Can I stop AI bots from crawling my site?

Partially. GPTBot and ClaudeBot respect robots.txt. Perplexity runs a stealth crawler that ignores it entirely (Cloudflare, 2025). Blocking only stops future training data collection, not citations from existing data or live retrieval bots.

Why is my site not being cited by ChatGPT?

Brand search volume is the strongest citation predictor (0.334 correlation), not backlinks. Sites on 4+ platforms are 2.8x more likely to appear. 65% of AI traffic targets content from the past year.

Does schema markup help with AI search?

Not for ChatGPT, Claude, or Perplexity. searchVIU tested 5 AI systems against 8 schema scenarios: zero extracted JSON-LD-only data. Schema helps Google AI Overviews only. Visible HTML is the only reliable source.

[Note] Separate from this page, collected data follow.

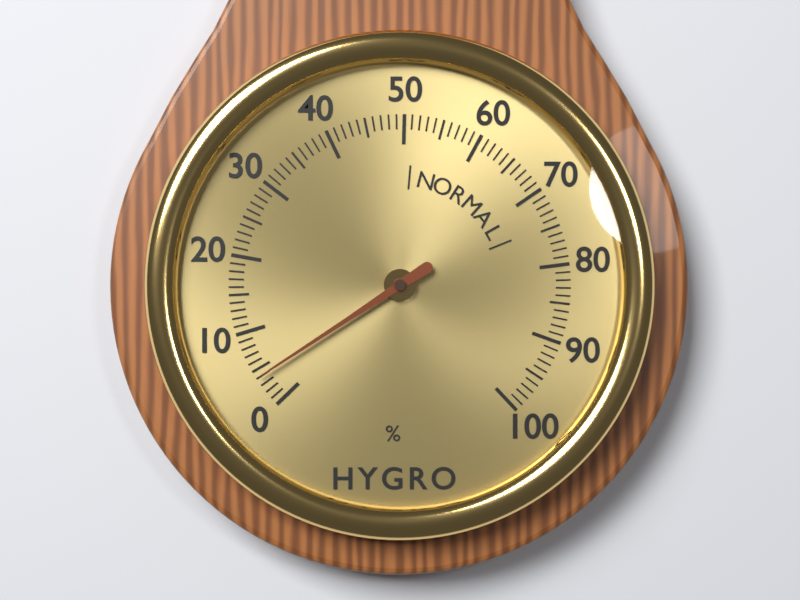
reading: 4 %
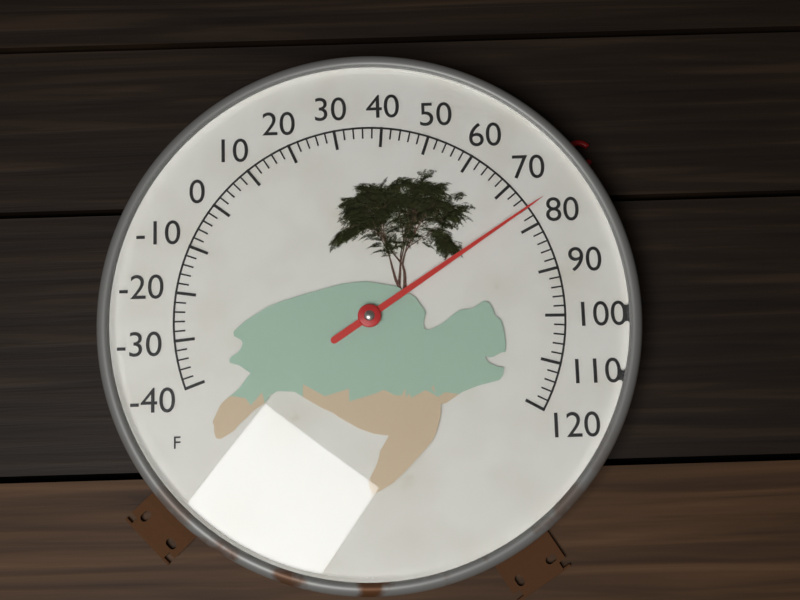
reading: 76 °F
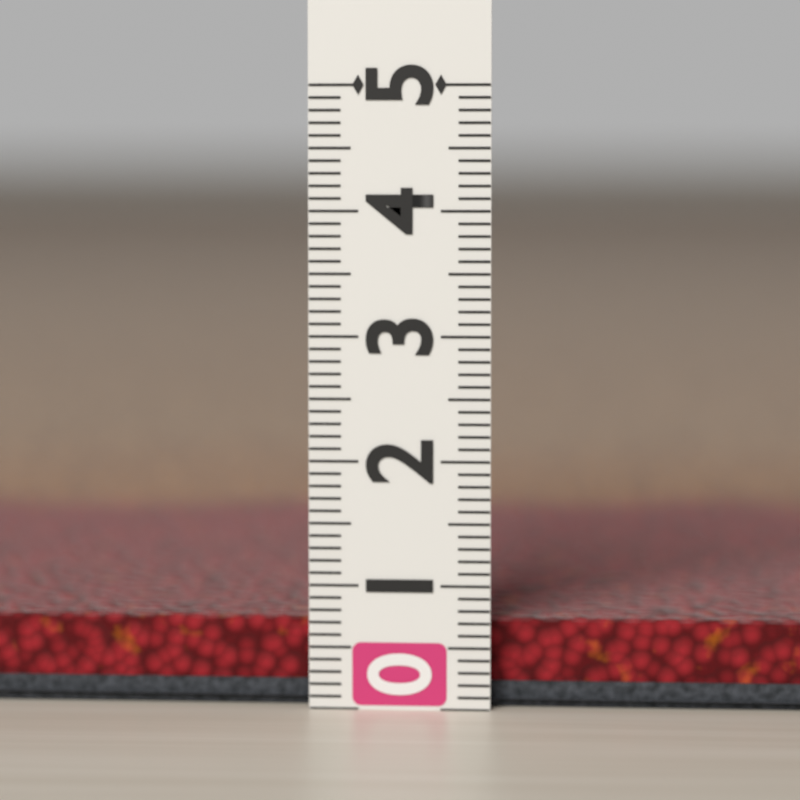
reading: 0.7 (no unit)
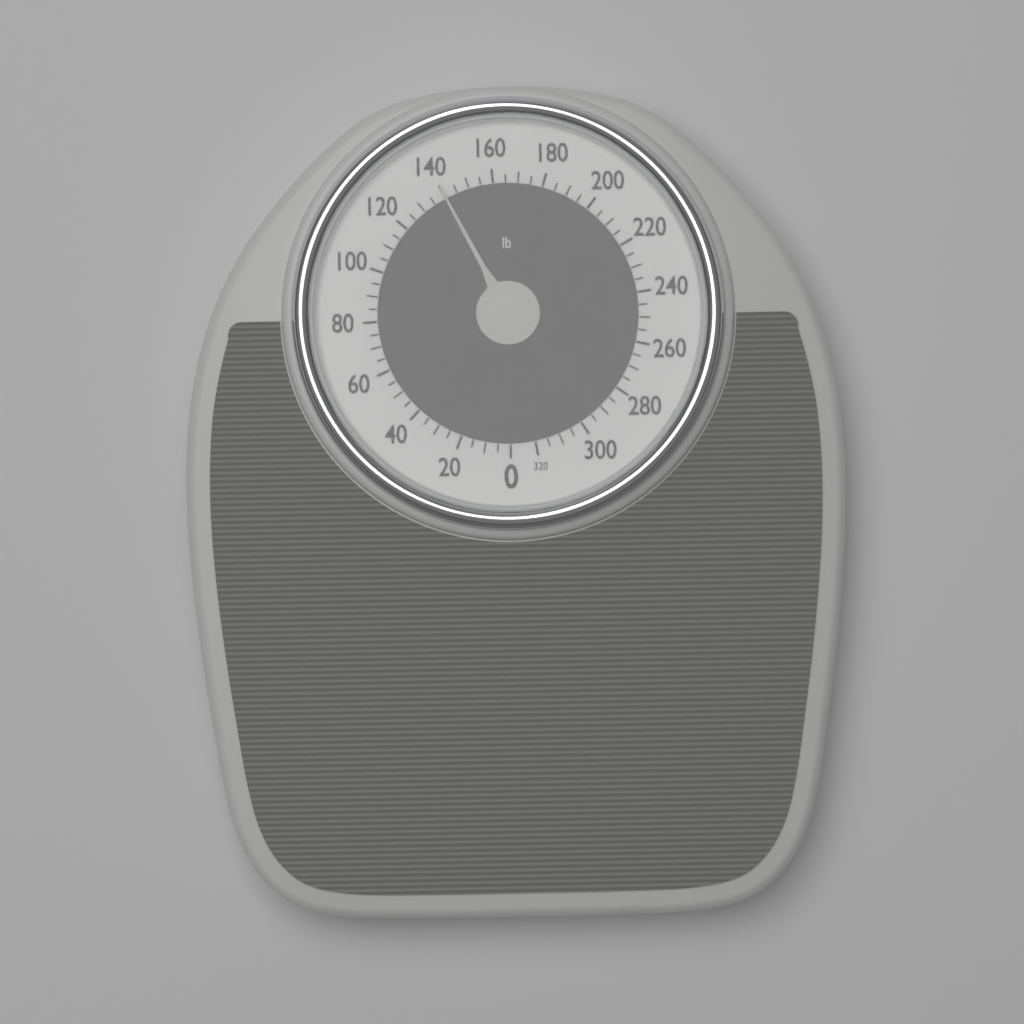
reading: 140 lb
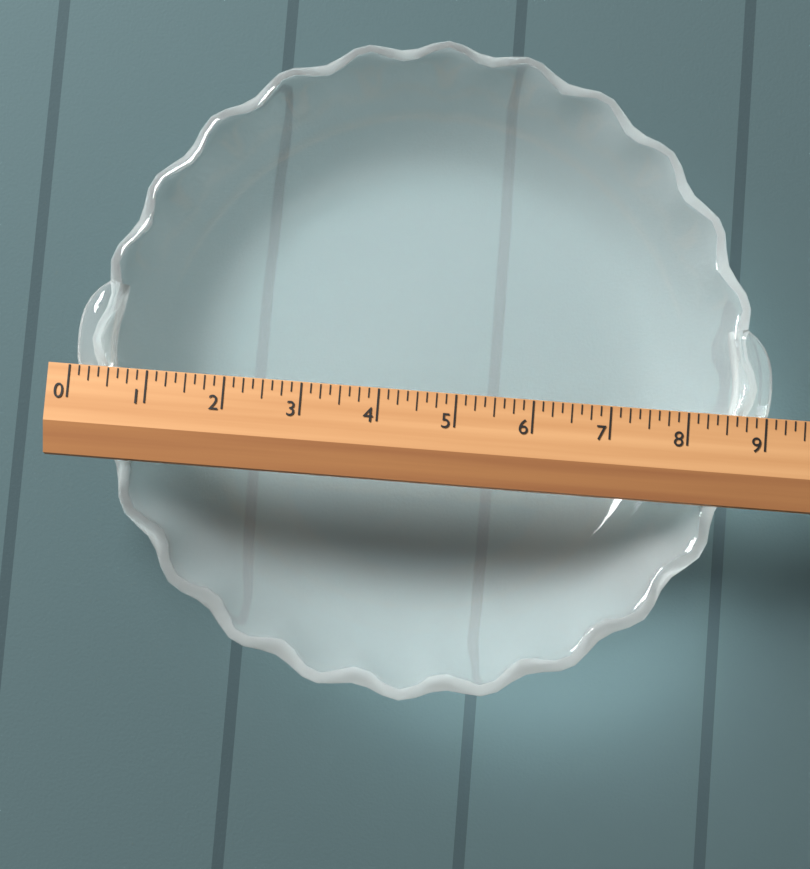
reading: 9.125 (no unit)
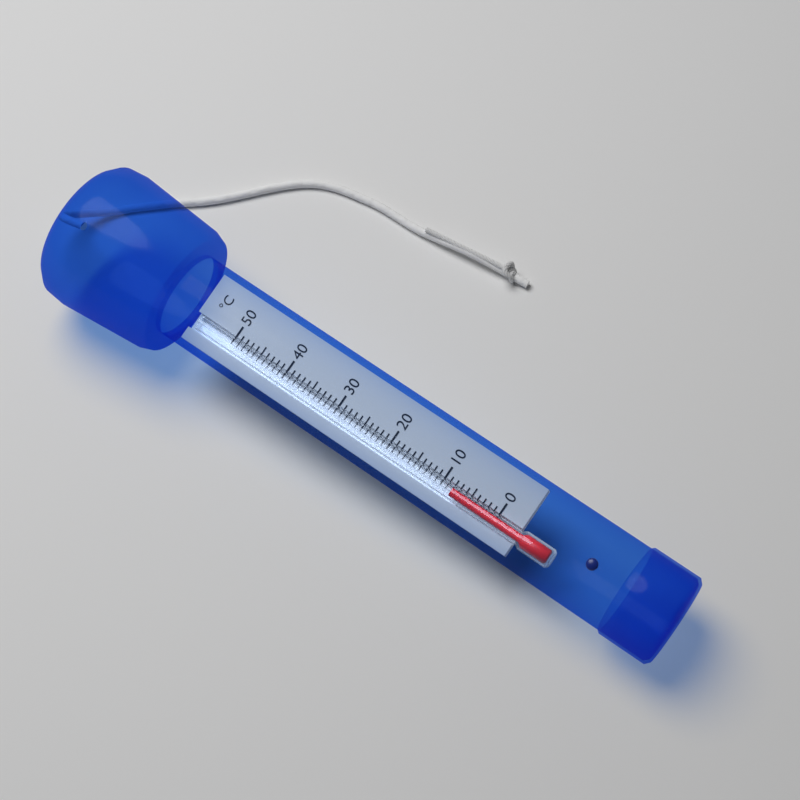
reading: 8 °C
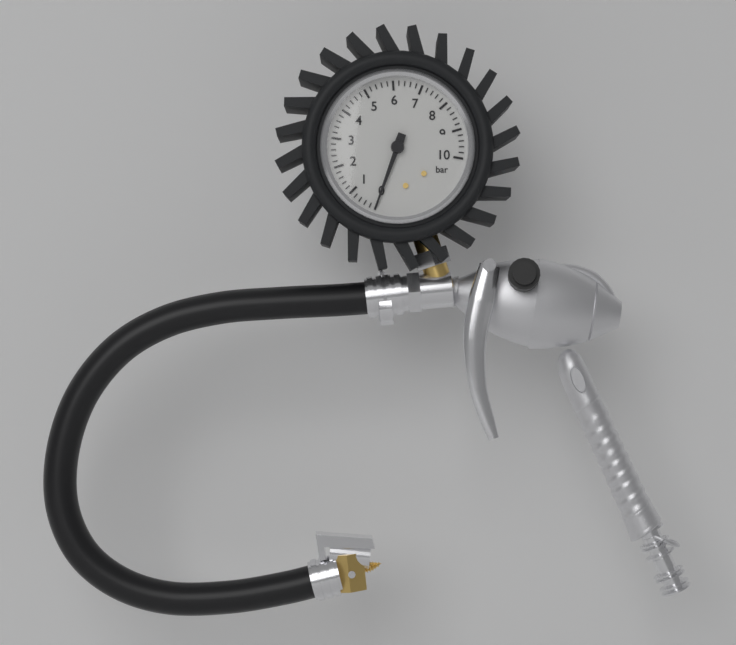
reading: 0.0 bar
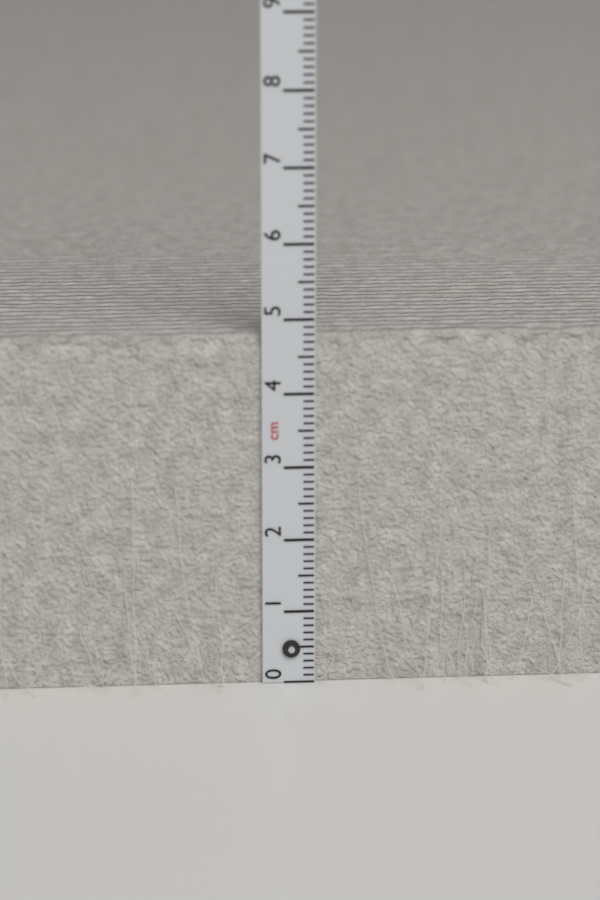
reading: 4.8 cm
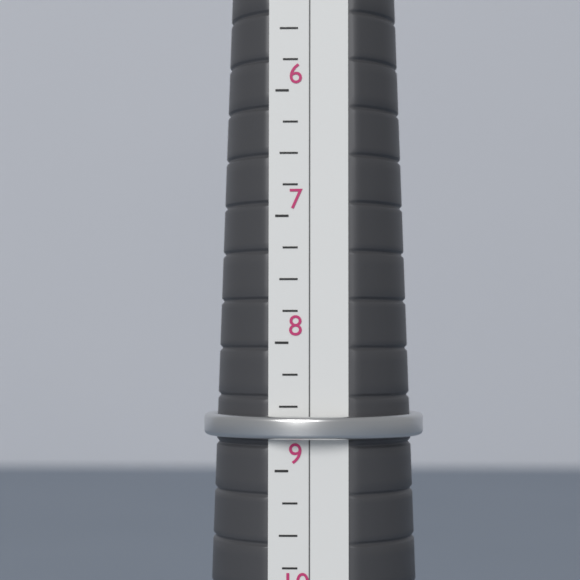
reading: 8.75 (no unit)
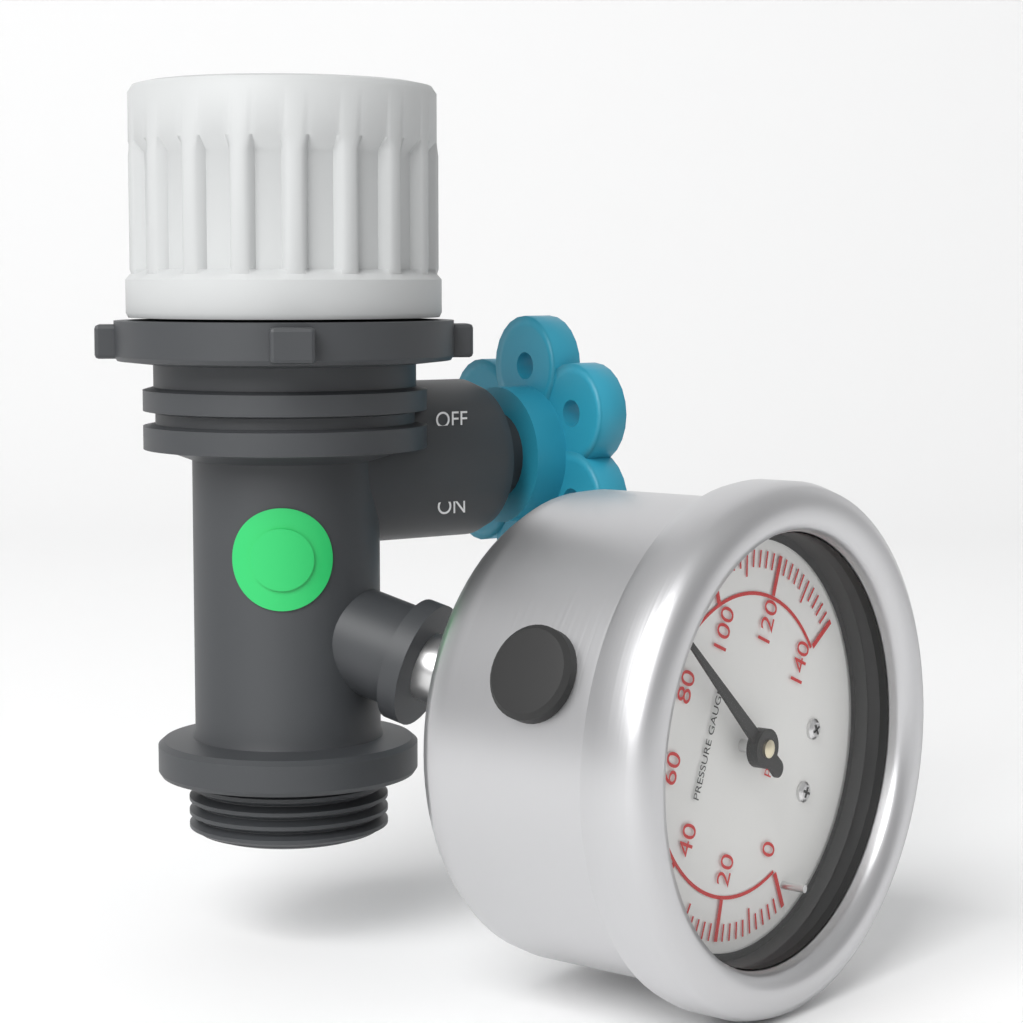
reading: 84 psi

How is Perplexity different from ChatGPT for indexing?

Perplexity retrieves content in real time for every query. ChatGPT answers 60% of queries from training data alone. Perplexity also runs a stealth crawler generating 3-6 million undeclared daily requests.

What content format gets cited by AI the most?

Comparative listicles: 32.5% of all AI citations (The Digital Bloom, 2025). Statistics boost AI visibility by 22%, direct quotations by 37%, and citing sources by 115.1%.

What is generative engine optimization (GEO)?

GEO is the practice of optimizing content for AI search engines like ChatGPT, Perplexity, and Gemini. Unlike traditional SEO, GEO focuses on static HTML visibility, source citations, statistical density, and self-contained answer sections that AI can extract and cite.